‘A bit of a mess’: 8 candidates spar in chaotic governor’s race debate
Eight candidates in the race to succeed Gov. Gavin Newsom struggled to rise above the din of cross-talk, accusations and rebuttals at a 90-minute Tuesday evening debate hosted by CBS News.
The event included two Republicans, six Democrats and five moderators in what organizers billed as the largest and most inclusive debate ahead of the June 2 primary. The sprawling event at Pomona College in Claremont, California, in part reflects the lack of frontrunners in the race.
A CBS News/YouGov poll released on Monday showed roughly a quarter of likely primary voters remain undecided, a total larger than any of the highest polling candidates. Republican Steve Hilton, a former Fox News host, drew support from 16% of those polled, trailed by billionaire Democrat Tom Steyer with 15% support, and former U.S. Secretary of Health and Human Services Xavier Becerra with 13% support.
The thin margins and packed stage led to a debate where no candidate was safe from interruptions — including from the moderators. The event was at times so chaotic that even the college students in the audience took note of it.
“Wow, that was a bit of a mess,” said one Pomona College student told the candidates after a particularly unruly exchange.
Becerra was a frequent target. The former state attorney general shot up in the polls after former Rep. Eric Swalwell suspended his campaign earlier this month in the face of sexual assault allegations that he’s denied.
San Jose Mayor Matt Mahan, who polled at 5% in the CBS survey, accused Becerra of bungling the federal government’s response to COVID-19, mpox and the influx in child migrants under former President Joe Biden. He said Becerra had “never met a crisis he couldn’t ignore.” Those attacks echoed ones from Steyer, who has launched ads focused on a New York Times investigation that found thousands of children had been trafficked into child labor under Becerra’s watch.
Becerra pitched his tenure at HHS as a success.
“You’re not wearing a mask,” he told Mahan. “Are you mad?”
Becerra described himself as the field’s most battle-tested candidate who’d taken on President Donald Trump repeatedly in court. At one point he referred to the president as “Steve Hilton’s daddy” in a nod to Trump’s endorsement of the British TV commentator.
Hilton and his Republican rival, Riverside County Sheriff Chad Bianco, accused Democrats of trying to pin their failures in California on Trump. At one point, Bianco claimed the state’s misspending and fraud were so rampant that it dwarfed any single action by Trump, including his signing of a Republican megabill that experts say will cause millions of Californians to lose health insurance.
“Hundreds of billions of dollars and we’re worried about President Trump taking away that?” Bianco said.
Former Rep. Katie Porter clashed with Steyer, both of whom cast themselves as stalwart progressives. Porter called the environmental activist a “profiteer” for his past investments in fossil fuels and touted her campaign’s refusal of corporate funds. Steyer said some of the state’s business interests, including the California Chamber and PG&E, are funding a multimillion dollar effort to keep him from winning because, he said, “they’re scared of me.”
There were moments of substantial policy discussion. Mahan, Bianco, Hilton and State Superintendent of Public Instruction Tony Thurmond, a low-polling Democrat, all said the state should suspend its gas tax, while Becerra and the other Democrats said that move would imperil transportation funding.
The candidates all said they would support a hypothetical plan that forces people who repeatedly refuse “a pathway out of homelessness” to accept treatment at a facility. Porter qualified her answer by saying there would need to be safeguards and Bianco suggested drug treatment should be handled through the criminal justice system.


What you will do = Every line below between the line holding "You are a GUI" and the line holding "This screenshot has", inclusive, should be repeated exactly, and all other lines omitted.

The data =
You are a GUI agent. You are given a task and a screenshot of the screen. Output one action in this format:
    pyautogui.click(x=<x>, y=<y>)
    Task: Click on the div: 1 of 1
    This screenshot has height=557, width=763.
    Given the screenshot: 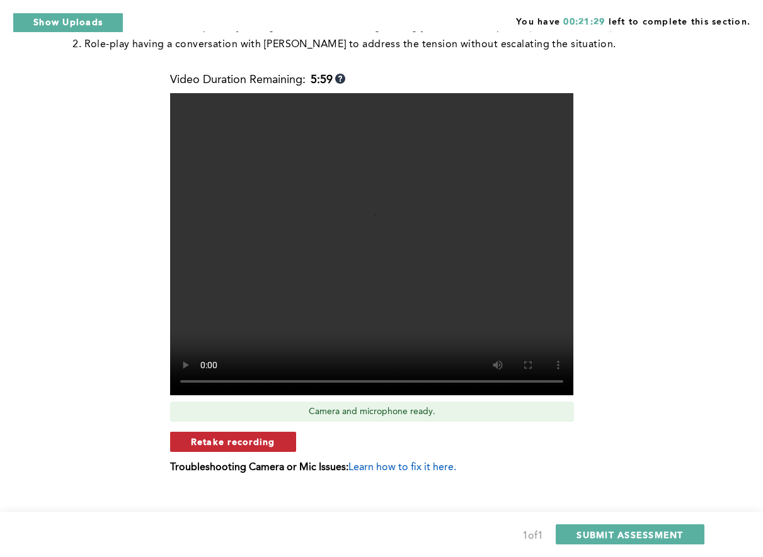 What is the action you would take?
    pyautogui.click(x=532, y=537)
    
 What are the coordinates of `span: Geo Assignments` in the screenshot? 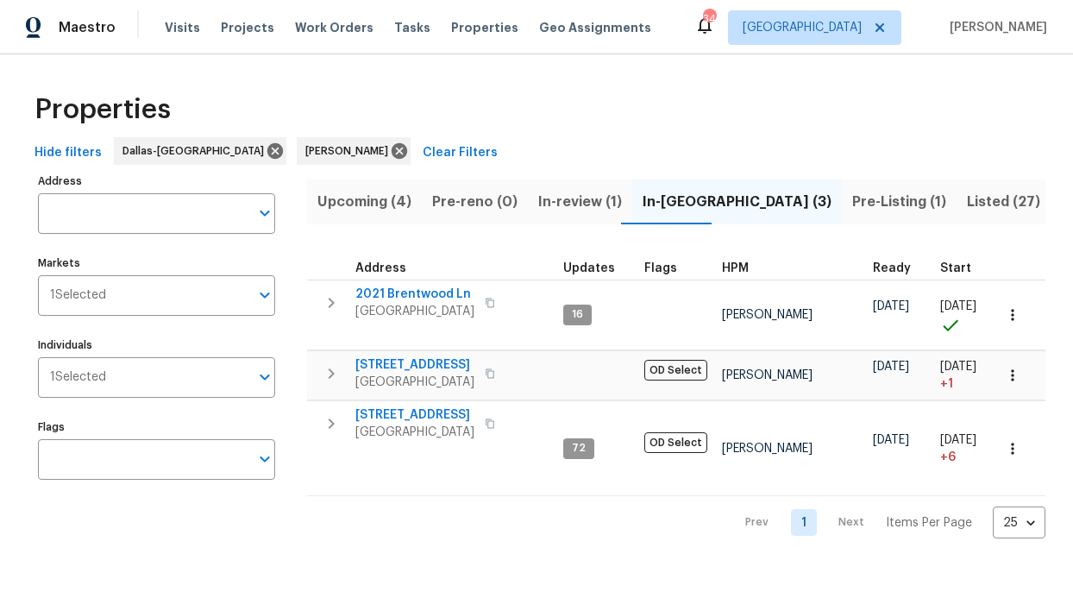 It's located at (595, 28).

--

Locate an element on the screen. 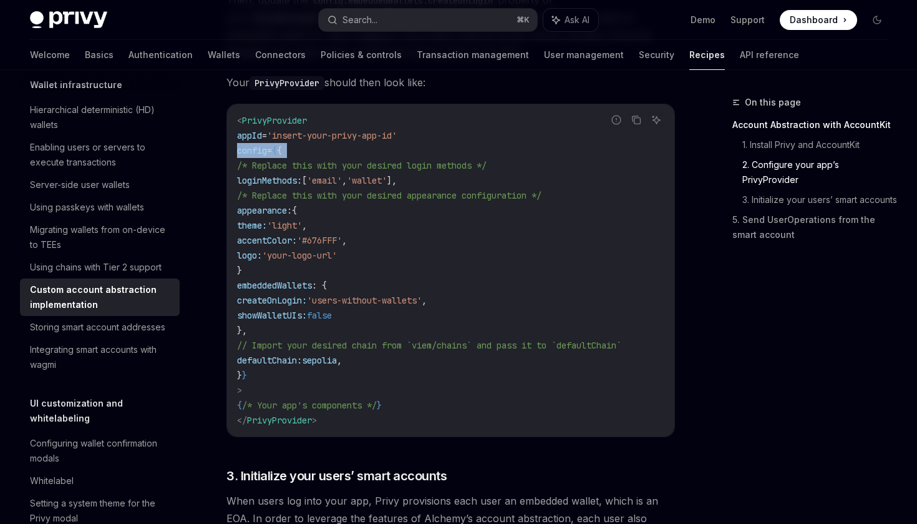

Answer to the problem =
You are a GUI agent. You are given a task and a screenshot of the screen. Output one action in this format:
    pyautogui.click(x=<x>, y=<y>)
    Task: Click on the div: 1 of 1
    This screenshot has height=557, width=763.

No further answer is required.